Saturday, February 28, 2015

MLM History: DSA Killed a Bill in 2010 That Would Have Saved MLM

Network Marketing is in an identity crisis, and it had been for decades.

At the beginning MLM was really about selling stuff. It is in the past 3 decades that MLM had morphed into an industry no longer cares about retail. And their industry organization, Direct Selling Association (DSA) does not even bear the MLM or NM name.

(Frankly, DSA had existed LONG before existence of MLM, and was basically "taken over" by MLM companies. But that's a different story for another time. )

Previously I've addressed how DSA managed to condemn FHTM in 2012, a pyramid scheme, mainly by dissociating itself far from FHTM and claimed FHTM was denied membership 3 years in a row. My conclusion then is DSA is not making any efforts to clarify the differences between its members and a pyramid scheme, and it may not like how FTC will shape the industry in the future.

I've also addressed that DSA has basically ignored the existence of product-based pyramid scheme, and this action is clearly deliberate, because it needed to defend Herbalife in 2013 amidst Bill Ackman's long and epic short. DSA should instead lead the effort to stamp out product-based pyramid schemes and lead its members to strive for retail volume. But it won't.

Later, I discovered a DSA position paper where it basically denied the existence of legal precedents (i.e. just ignore it) and everybody can self-consume to their own riches. That, I predicted, will lead to the eventual destruction of MLM itself, if not by Ackman, then by the government.

But what surprised even me was the DSA's reluctance to even nail down the definition of "customer"... and how they killed a legislative bill in Tennessee back in 2009/2010 that attempted to separate a legitimate MLM from a product-based pyramid scheme. It wasn't launched by a "crusader" who's out to kill MLM. It was launched by a MLM insider.

And it went down in flames, killed by DSA lobbyists.


Thursday, February 26, 2015

Can You Forgive Your Pastor Defrauding You Because He Said it's "Not Intentional"?

Imagine this scenario:

Your pastor is a man you trusted because you trusted people who are men of God. You've seen him save people from alcoholism. You know him to be a moral man that came from humble origins.

So when your pastor claimed that he's started a business where he needed money to make money, and promised a hefty return, you did not hesitate. Your pastor claimed the money will be invested in foreign currency, or perhaps commodities...

But after a few months, perhaps a year or so of paying out... There is no more payment. That's when the pastor admitted he wasted all of your money. And money of hundreds of other churchgoers and his other associates.

But he didn't mean it. It was "not intentional". He lost money too.

Can you forgive him? When your life savings are gone? When you will probably lose your house and declare bankruptcy?

For hundreds of people around the country, this is not imagination. It is absolutely real.

Welcome to the world of religious fraud.  We got two sob stories for you.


→ **WORK ITEM**:
Those lines of the records that contain "bottom" are to be located and copied.

→ **SOURCE MATERIAL**:
■ ■ ■

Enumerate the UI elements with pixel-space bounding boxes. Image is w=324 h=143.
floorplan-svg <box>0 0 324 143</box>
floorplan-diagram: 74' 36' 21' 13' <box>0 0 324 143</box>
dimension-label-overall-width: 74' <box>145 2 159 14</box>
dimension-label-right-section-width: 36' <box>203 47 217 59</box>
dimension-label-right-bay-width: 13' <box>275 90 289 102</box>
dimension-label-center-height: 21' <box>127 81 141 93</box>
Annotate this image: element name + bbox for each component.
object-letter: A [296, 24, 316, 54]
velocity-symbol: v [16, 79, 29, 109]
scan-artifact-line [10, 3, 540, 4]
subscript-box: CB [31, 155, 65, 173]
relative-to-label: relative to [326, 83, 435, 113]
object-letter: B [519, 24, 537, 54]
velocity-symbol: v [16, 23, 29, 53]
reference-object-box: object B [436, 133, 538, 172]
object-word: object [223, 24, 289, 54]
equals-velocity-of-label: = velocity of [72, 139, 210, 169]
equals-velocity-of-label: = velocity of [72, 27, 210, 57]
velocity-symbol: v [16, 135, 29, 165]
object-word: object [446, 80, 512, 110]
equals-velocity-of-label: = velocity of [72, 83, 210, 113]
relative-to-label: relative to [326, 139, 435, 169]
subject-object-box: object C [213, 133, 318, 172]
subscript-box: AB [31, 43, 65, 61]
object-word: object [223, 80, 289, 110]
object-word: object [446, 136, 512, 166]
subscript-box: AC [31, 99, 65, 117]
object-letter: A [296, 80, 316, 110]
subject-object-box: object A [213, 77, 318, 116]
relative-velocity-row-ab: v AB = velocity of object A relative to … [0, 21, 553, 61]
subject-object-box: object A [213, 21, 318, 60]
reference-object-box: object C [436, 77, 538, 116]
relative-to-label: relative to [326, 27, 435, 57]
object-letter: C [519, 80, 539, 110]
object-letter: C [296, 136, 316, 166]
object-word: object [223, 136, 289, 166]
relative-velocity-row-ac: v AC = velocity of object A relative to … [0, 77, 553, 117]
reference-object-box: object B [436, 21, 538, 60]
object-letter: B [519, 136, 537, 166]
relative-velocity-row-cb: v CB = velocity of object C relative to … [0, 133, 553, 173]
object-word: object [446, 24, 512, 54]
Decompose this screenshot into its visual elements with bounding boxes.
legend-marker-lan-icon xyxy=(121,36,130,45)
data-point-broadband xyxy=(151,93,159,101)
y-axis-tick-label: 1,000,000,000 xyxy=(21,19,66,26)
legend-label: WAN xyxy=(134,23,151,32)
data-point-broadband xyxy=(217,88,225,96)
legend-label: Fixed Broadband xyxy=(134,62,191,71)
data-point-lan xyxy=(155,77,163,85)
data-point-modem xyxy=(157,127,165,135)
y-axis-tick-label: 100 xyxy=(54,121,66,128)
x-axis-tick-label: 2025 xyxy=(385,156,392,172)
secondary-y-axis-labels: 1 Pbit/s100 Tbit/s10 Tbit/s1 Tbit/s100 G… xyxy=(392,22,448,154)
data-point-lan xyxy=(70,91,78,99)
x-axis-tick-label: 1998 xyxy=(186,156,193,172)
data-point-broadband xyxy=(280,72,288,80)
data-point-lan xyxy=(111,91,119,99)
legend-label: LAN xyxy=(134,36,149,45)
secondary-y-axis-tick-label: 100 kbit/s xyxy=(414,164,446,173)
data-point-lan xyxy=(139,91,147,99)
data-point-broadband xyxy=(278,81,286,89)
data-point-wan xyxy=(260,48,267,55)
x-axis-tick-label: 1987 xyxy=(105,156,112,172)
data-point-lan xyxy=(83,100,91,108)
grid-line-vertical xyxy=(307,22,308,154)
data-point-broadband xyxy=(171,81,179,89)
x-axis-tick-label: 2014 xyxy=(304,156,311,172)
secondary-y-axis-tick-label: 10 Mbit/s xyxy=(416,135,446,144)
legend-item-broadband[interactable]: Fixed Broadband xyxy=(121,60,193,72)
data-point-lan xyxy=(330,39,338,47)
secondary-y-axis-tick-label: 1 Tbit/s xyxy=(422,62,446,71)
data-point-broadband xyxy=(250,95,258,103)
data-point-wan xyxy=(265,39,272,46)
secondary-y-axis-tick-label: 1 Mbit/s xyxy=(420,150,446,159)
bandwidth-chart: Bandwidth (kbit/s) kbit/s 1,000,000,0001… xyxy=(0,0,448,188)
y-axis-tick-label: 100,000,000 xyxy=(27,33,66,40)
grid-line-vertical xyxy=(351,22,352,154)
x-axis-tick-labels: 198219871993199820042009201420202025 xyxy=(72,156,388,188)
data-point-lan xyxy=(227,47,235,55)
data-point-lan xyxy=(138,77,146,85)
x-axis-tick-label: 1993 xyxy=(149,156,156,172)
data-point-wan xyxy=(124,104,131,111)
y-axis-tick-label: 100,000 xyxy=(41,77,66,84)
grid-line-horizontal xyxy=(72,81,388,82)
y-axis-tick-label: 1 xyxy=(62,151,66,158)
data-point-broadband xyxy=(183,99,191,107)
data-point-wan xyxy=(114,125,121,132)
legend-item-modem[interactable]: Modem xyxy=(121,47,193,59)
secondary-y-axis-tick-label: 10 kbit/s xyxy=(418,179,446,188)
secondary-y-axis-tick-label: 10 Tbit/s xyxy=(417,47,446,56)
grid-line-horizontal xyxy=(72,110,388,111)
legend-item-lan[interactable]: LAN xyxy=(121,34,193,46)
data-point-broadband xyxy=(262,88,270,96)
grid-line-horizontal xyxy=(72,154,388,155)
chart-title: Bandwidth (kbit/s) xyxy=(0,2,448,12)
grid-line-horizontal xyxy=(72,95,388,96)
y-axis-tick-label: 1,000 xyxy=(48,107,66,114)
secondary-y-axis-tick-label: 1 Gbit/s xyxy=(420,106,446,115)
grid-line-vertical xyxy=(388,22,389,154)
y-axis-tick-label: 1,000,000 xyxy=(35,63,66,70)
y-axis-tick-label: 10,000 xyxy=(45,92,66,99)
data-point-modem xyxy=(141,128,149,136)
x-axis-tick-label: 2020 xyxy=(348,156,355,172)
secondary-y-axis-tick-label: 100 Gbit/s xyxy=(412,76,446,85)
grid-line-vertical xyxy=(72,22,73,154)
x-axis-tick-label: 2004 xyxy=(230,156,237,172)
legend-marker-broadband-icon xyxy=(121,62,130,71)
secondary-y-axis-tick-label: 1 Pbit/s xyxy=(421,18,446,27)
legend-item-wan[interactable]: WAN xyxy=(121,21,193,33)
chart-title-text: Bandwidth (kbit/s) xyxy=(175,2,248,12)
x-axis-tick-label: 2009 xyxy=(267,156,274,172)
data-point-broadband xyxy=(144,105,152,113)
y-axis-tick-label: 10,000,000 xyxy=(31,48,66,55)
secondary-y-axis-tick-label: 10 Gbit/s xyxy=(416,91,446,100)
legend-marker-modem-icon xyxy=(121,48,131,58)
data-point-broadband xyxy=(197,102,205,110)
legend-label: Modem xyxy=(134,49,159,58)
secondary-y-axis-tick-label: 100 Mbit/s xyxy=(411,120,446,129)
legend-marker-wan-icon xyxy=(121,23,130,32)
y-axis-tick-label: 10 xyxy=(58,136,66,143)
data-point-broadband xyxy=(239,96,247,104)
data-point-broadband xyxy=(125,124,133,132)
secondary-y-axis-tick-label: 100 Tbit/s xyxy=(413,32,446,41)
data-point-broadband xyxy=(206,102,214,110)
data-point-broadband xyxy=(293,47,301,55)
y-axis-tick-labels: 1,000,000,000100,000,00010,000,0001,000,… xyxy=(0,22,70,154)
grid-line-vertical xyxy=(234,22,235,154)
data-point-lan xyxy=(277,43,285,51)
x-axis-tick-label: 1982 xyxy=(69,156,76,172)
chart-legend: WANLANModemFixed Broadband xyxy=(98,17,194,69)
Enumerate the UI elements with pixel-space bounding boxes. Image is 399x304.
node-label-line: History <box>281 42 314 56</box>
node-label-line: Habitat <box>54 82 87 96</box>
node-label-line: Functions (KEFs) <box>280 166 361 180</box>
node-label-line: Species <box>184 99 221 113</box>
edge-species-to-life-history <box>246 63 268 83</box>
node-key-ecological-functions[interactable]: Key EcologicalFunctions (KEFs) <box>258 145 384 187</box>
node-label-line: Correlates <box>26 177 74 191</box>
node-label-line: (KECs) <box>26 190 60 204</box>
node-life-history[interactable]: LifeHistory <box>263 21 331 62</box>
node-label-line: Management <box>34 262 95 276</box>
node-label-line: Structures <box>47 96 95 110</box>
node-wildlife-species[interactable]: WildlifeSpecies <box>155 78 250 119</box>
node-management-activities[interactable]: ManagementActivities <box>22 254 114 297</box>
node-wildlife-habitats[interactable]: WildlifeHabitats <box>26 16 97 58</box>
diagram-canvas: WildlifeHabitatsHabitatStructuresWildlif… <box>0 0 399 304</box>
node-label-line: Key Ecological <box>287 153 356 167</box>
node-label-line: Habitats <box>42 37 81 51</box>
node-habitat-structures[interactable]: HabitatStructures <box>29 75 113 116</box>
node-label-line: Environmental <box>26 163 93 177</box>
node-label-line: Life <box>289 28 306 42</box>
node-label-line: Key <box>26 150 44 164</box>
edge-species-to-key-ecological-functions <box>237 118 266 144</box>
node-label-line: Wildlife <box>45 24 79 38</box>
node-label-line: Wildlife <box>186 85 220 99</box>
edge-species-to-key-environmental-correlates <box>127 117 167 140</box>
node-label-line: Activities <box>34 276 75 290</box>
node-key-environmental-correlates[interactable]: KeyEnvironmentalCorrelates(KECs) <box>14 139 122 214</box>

■ ■ ■

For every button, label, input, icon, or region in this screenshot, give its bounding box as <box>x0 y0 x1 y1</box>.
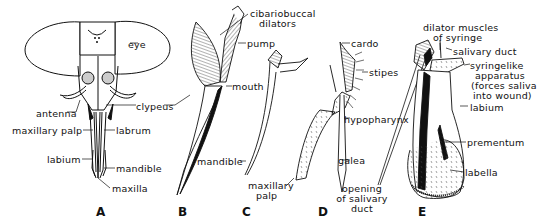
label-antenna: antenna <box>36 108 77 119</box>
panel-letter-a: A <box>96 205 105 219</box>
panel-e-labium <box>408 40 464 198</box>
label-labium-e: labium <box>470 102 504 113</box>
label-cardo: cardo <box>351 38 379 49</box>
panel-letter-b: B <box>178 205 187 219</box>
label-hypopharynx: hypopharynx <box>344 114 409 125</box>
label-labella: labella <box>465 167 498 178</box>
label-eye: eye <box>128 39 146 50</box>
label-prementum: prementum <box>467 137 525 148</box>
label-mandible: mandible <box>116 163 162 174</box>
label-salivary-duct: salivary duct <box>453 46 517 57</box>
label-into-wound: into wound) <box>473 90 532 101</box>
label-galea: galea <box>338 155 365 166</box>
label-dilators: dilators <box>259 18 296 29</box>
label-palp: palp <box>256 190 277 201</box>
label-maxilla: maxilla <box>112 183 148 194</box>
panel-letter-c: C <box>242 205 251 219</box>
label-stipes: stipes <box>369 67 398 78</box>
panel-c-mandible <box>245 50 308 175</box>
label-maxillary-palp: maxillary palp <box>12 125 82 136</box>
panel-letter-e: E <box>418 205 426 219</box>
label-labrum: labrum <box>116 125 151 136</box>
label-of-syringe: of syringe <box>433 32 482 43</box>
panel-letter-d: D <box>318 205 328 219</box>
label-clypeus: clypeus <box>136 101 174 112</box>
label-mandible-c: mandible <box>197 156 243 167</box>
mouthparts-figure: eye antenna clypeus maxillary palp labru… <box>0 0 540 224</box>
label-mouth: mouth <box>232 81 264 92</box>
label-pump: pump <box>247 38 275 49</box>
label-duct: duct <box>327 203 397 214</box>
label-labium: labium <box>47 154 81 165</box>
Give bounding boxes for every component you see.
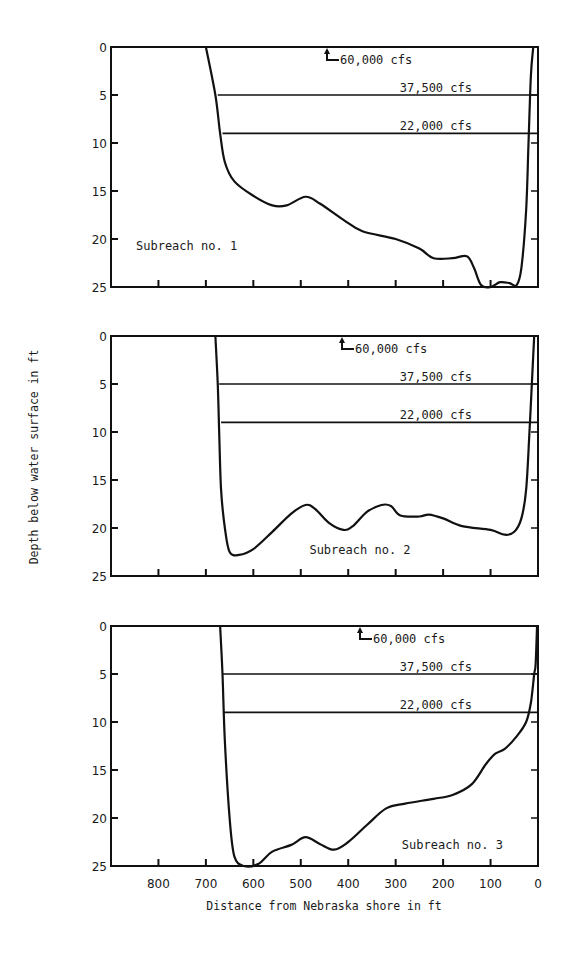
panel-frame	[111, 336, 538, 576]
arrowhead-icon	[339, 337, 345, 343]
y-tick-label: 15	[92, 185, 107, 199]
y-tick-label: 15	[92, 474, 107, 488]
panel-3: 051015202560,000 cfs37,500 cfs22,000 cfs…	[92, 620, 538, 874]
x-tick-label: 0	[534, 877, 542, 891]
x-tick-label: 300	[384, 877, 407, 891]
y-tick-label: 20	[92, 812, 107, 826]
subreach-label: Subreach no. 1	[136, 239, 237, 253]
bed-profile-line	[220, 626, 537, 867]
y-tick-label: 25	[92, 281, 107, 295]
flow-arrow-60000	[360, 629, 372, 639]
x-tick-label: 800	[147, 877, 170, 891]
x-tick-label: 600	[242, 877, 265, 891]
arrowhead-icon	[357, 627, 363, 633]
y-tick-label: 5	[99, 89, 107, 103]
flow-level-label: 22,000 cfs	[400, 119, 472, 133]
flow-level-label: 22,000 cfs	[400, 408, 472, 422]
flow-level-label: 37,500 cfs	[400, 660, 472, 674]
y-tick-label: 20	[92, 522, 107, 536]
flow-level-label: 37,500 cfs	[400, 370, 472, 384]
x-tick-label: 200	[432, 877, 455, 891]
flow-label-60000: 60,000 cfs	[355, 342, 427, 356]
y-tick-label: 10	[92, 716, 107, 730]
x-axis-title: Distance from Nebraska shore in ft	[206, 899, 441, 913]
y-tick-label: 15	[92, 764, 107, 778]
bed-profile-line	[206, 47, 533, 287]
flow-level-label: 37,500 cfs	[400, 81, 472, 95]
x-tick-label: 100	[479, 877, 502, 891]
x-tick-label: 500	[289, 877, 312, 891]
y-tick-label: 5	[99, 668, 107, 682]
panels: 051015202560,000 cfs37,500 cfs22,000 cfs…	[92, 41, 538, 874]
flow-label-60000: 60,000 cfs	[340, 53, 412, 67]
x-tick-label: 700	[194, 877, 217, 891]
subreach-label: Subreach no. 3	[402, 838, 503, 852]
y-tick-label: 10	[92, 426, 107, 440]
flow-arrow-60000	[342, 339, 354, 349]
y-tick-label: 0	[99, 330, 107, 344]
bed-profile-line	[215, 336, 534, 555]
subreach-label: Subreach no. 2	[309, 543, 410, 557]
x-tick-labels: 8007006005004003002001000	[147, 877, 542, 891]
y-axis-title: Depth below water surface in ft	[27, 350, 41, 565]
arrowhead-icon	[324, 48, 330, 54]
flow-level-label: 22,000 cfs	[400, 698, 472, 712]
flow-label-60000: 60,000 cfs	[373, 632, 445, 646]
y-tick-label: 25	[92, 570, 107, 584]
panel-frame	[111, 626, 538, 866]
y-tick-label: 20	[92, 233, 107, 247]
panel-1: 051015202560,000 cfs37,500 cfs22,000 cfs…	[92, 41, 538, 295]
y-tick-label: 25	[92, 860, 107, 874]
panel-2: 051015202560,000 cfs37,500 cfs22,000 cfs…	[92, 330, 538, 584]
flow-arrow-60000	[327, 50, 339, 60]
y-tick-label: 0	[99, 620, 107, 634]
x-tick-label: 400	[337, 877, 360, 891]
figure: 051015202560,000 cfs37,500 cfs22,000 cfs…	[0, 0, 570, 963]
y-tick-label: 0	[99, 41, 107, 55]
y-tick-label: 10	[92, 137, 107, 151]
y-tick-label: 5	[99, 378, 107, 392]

■ ■ ■

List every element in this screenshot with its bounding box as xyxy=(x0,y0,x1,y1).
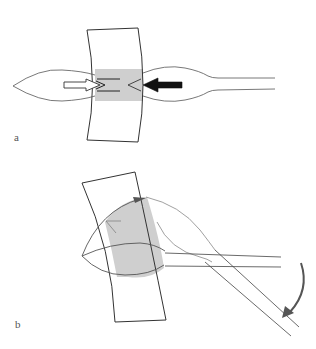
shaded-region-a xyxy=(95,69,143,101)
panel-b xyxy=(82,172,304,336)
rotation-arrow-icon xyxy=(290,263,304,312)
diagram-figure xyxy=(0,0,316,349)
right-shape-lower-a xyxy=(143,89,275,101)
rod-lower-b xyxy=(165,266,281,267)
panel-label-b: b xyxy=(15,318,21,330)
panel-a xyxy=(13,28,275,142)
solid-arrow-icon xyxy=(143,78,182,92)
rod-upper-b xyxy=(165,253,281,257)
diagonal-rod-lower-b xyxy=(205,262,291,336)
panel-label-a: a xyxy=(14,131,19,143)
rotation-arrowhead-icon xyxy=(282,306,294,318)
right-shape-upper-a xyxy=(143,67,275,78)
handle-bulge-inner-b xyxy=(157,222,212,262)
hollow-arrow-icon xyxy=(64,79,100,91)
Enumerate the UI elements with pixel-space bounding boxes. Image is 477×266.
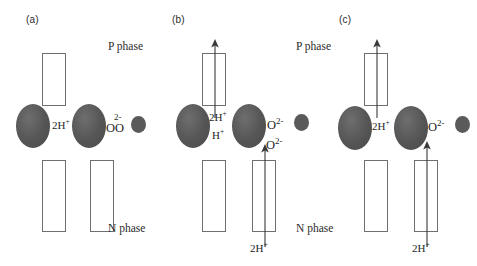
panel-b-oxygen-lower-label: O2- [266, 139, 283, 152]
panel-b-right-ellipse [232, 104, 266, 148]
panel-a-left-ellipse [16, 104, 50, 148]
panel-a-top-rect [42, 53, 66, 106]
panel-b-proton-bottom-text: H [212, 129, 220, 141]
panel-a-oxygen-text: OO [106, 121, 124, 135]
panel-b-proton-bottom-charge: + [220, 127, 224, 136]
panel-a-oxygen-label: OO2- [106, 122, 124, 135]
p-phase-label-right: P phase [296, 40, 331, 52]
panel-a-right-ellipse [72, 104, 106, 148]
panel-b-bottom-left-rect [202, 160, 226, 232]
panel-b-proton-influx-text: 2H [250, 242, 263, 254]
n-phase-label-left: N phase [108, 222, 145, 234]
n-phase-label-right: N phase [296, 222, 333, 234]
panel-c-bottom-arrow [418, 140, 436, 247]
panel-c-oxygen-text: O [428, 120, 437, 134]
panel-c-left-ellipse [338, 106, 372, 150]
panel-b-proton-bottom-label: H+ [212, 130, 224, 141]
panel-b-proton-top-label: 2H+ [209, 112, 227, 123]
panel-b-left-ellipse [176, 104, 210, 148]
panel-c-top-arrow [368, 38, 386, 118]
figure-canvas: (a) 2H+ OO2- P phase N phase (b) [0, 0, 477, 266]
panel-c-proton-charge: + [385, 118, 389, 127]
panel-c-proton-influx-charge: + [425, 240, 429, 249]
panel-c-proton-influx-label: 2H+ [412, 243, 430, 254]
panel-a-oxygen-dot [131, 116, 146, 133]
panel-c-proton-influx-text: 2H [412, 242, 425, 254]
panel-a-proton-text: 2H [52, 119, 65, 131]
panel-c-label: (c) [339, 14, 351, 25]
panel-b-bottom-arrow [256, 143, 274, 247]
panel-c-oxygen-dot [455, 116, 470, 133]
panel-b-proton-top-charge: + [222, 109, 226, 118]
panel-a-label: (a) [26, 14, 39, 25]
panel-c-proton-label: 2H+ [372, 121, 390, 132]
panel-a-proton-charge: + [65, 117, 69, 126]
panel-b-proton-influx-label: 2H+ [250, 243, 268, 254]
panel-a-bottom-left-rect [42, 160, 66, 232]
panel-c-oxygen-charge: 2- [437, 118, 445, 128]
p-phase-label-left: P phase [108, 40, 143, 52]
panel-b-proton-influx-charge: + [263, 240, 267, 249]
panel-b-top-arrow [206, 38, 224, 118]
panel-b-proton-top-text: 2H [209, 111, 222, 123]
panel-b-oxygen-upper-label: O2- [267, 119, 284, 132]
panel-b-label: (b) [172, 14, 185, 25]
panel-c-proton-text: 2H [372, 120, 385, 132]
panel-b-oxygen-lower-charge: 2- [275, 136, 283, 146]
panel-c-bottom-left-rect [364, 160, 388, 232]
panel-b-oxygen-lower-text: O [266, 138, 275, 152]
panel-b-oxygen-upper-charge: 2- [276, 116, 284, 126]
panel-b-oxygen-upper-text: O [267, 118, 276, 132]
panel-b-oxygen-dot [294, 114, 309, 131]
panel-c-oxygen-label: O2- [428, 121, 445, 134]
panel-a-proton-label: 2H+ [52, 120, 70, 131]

■ ■ ■

→ **RESULT OF THIS EXERCISE**:
panel-b-proton-bottom-text: H [212, 129, 220, 141]
panel-b-proton-bottom-charge: + [220, 127, 224, 136]
panel-b-bottom-left-rect [202, 160, 226, 232]
panel-c-bottom-arrow [418, 140, 436, 247]
panel-b-proton-bottom-label: H+ [212, 130, 224, 141]
panel-b-bottom-arrow [256, 143, 274, 247]
panel-a-bottom-left-rect [42, 160, 66, 232]
panel-c-bottom-left-rect [364, 160, 388, 232]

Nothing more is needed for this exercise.